Author 41 books288 followers
July 27, 2010
Not my favorite by JDM but the characters are still richly textured.
207 reviews6 followers
August 2, 2012
This guy was something else.
Profile Image for Sidney.
Author 69 books138 followers
Read
December 14, 2020
This reminds me of MacDonald's The Crossroads in the way it explores a set of characters in a place. Here they're an eclectic mix rather than a family, however.

It also feels like one step further than the character-rich Murder in the Wind which weaves many character narratives together in traditional third-person point of view style.

Here, each chapter's a stand alone first-person account of life at a small Florida marina until stories and an underpinning plan of revenge converge in the final chapters.

The book defies expectations a bit and delivers an interesting snapshot of a time and place. Don't go in expecting a thriller. This is a mainstream novel with hints of crime and suspense, and it's a worthwhile excursion with that understanding.

Profile Image for Freddie the Know-it-all.
666 reviews3 followers
April 19, 2025
Here's-Me-And-My-Kooky-Friends-Drinking-On-The-Beach-lol

Man, what a piece of shit.

Instead of reading it:

1. Go to some college girl's Facebook pics of her spring-break coal-burning.
2. Look at the caption.
3. Put "lol" at the end of each caption.
4. Purse your lips into a "duck-face" and get in on the fun yourself (it's lol).

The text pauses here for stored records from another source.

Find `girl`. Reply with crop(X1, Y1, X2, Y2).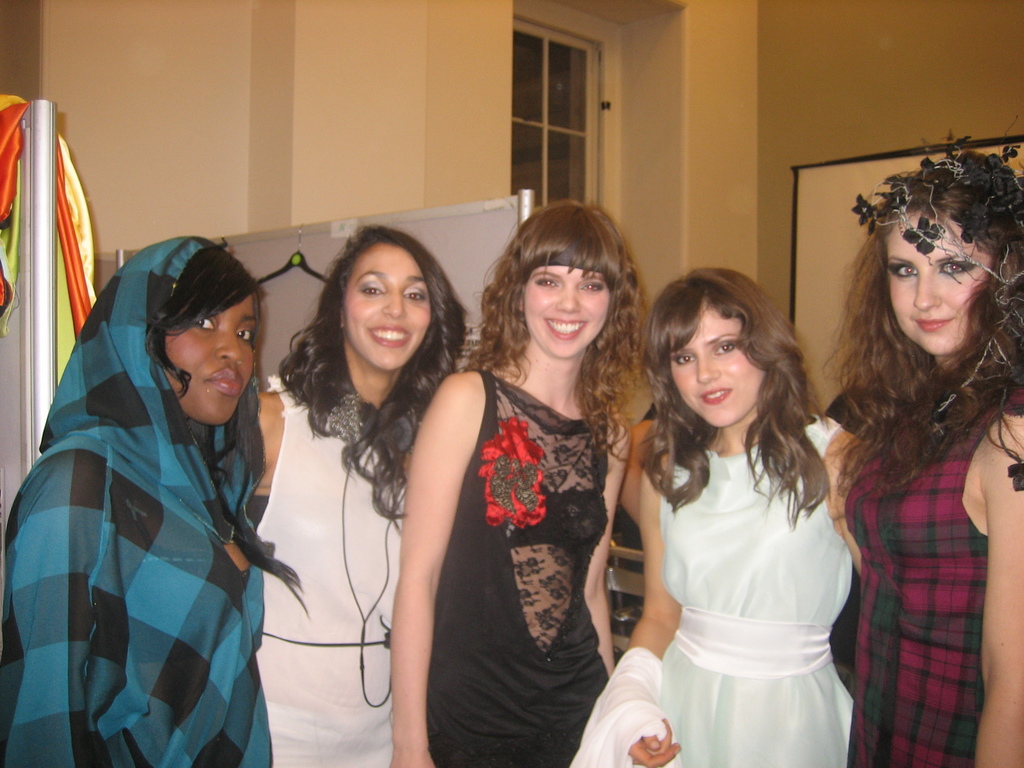
crop(0, 236, 276, 763).
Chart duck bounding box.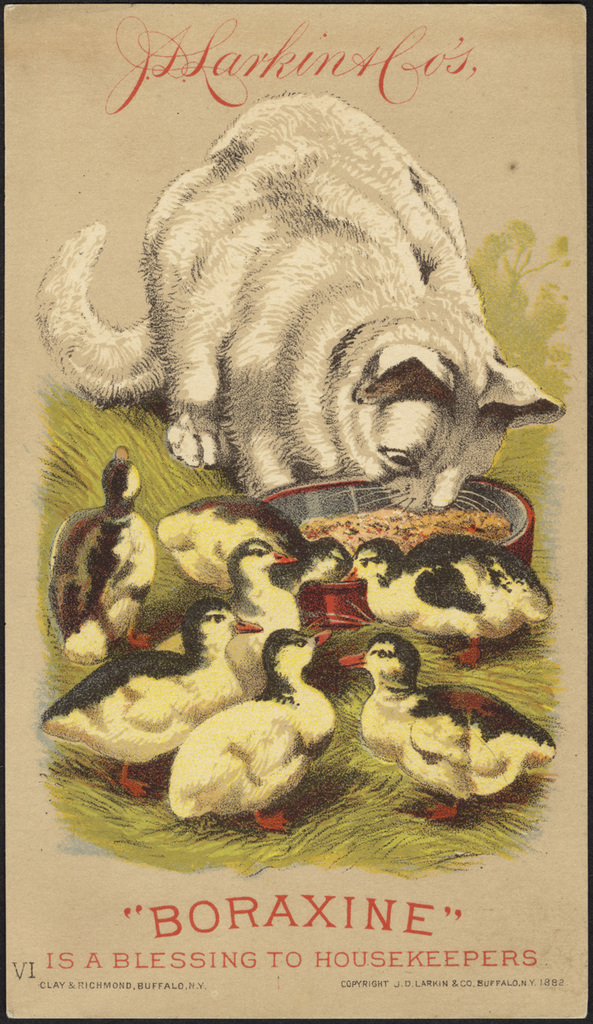
Charted: left=371, top=623, right=521, bottom=818.
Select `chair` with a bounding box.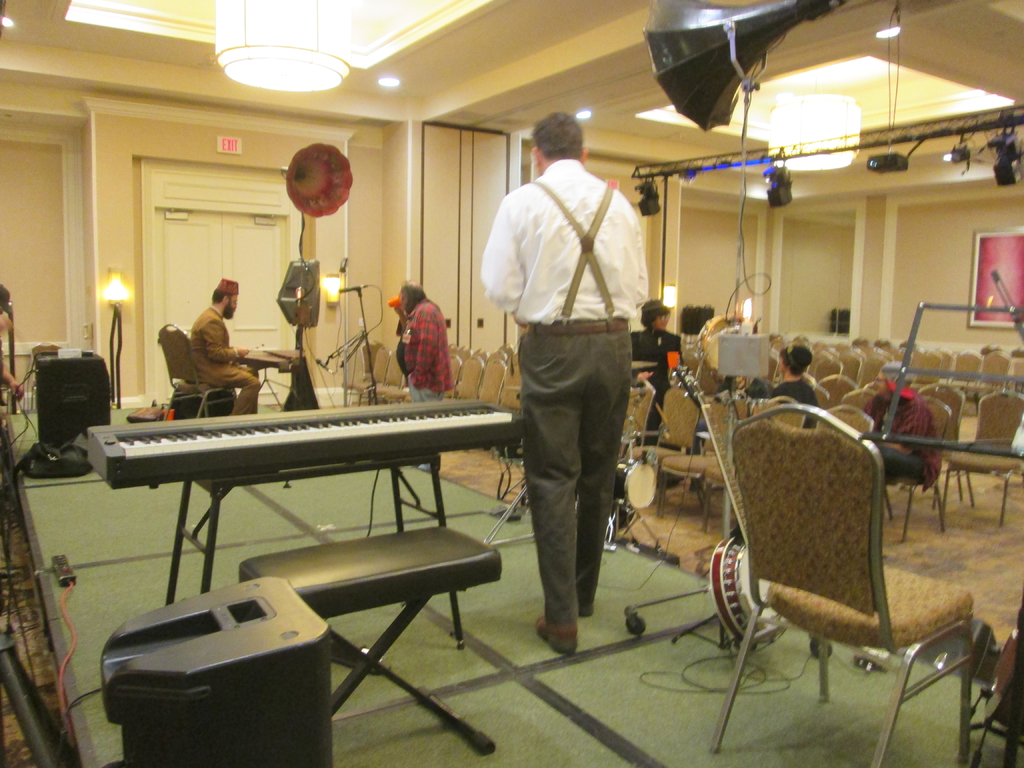
x1=817 y1=373 x2=858 y2=408.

This is as bad as the beatnik books.

I wonder about this JDM guy. Was he drunk all time, or something? Had no idea what he was writing?

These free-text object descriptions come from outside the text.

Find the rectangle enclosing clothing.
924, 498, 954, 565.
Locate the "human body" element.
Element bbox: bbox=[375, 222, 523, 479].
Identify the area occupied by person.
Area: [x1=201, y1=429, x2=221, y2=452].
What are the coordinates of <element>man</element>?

I might give up on him -- the ratio is getting bad.
700 reviews5 followers
July 16, 2023
Appallingly amoral, but a must-read to see where the Travis series came from. The climactic party sequence reminds me of Pynchon's "V" but there's probably many similar others.

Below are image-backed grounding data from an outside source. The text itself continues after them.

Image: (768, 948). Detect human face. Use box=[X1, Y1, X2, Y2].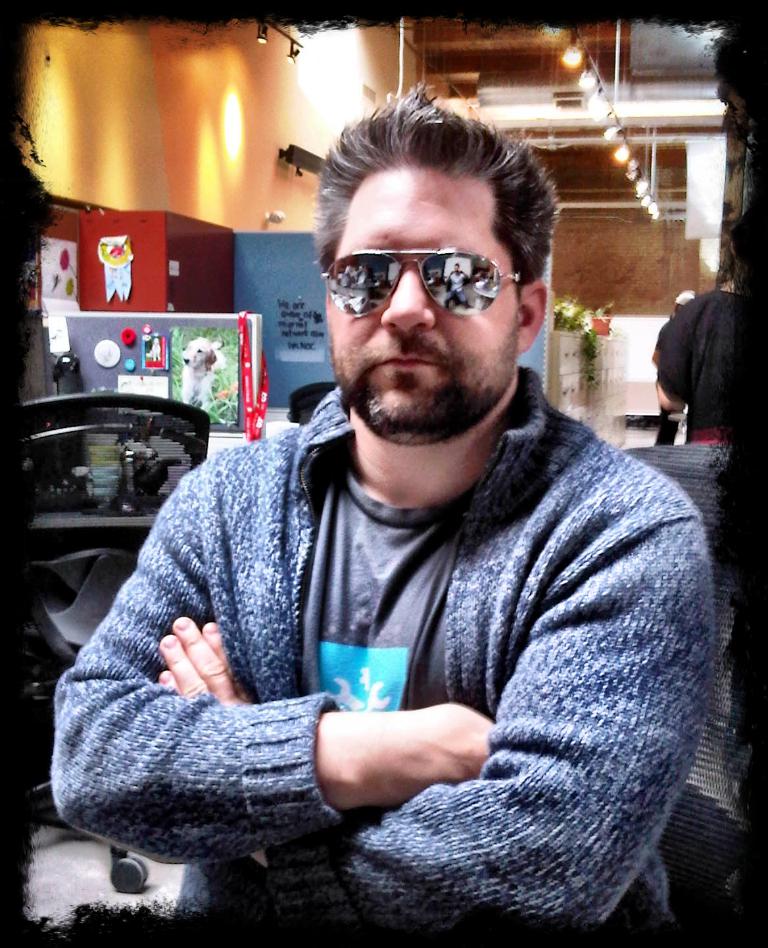
box=[327, 162, 523, 438].
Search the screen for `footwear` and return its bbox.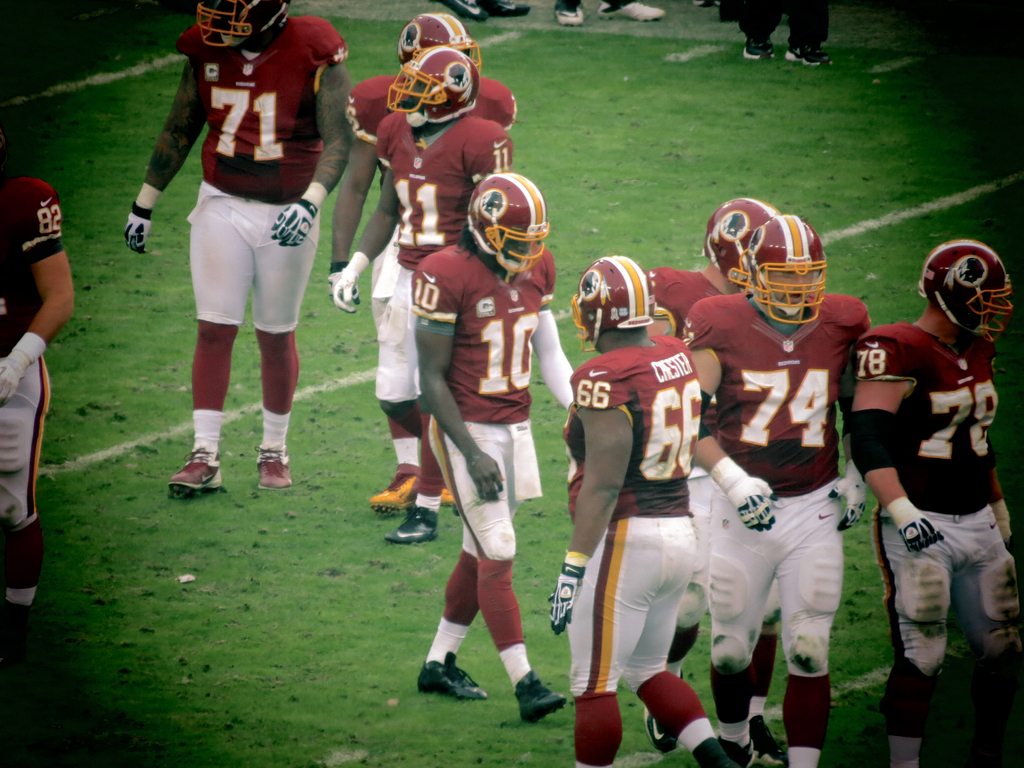
Found: 380 516 447 549.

Blurbs that pretend there's a murder mystery are false. Nor is there any beach to speak of.

4 reviews
July 24, 2020
Plotless

Beach Girls has excellent character development but a really thin if almost non existent plot. It seems to be nothing more than a series of vignettes involving one or more of the too many characters. This was not one of Mr. MacDonald's best efforts.


Profile Image for Robert.
116 reviews1 follower
October 3, 2020
An earlier book by JDM, parts of this are pretty corny - and not in a good way. But if you like the author you can view this a preview of better things to come. The villain is a compelling character. Overall, not bad but the last two chapters are difficult. A quick read.
Profile Image for Gene.
799 reviews8 followers
September 10, 2023
Interesting to read one of John’s

early works. 1959, so not his best but he could already tell a fine story and one can see in this one the beginnings of the Travis McGee series. Thoroughly enjoyed it.
Profile Image for Carmen.
930 reviews15 followers
September 14, 2022
Interesting story.. but it lost a star for having too many characters to remember. I gave up trying and just identified them by what they were doing
Profile Image for Shea Chen.
312 reviews1 follower
July 9, 2023
Wow, better than The Executioners!
Every character in this book is so vivid.
This is the craziest beach party I've ever read.
22 reviews
May 22, 2024
As good as it gets…

So true to his time and with so many jabs at society as he told a fun story. Great characters and the good guys came out on top.
1,106 reviews8 followers
May 23, 2024
A good MacDonald story. Life in the marina evolves around a new comer who has a history with one of the residents. Murder follows. A nice view of Florida as it was changing with the influx of people.
Profile Image for Chuck.
951 reviews11 followers
May 21, 2013
This was an entertaining mystery despite the choice of title. You have to remember it was written in the late fifties when Bobby Darren, Connie Francis and Elvis were romping on the radio waves. John D. MacDonald is one of the highest regarded mystery writers of his age which is documented by the high praise of Stephen King, Dean Koontz, Mary Higgins Clark and others in support of the reprints on current bookshelves. Many of his books were converted to movies including "Cape Fear". This book was essentially a characther study of a number of ordinary people, that were very unpolitically correct or perhaps it is politically incorrect by this week's standards, living in a Florida marina and how the interacted and dealt with life.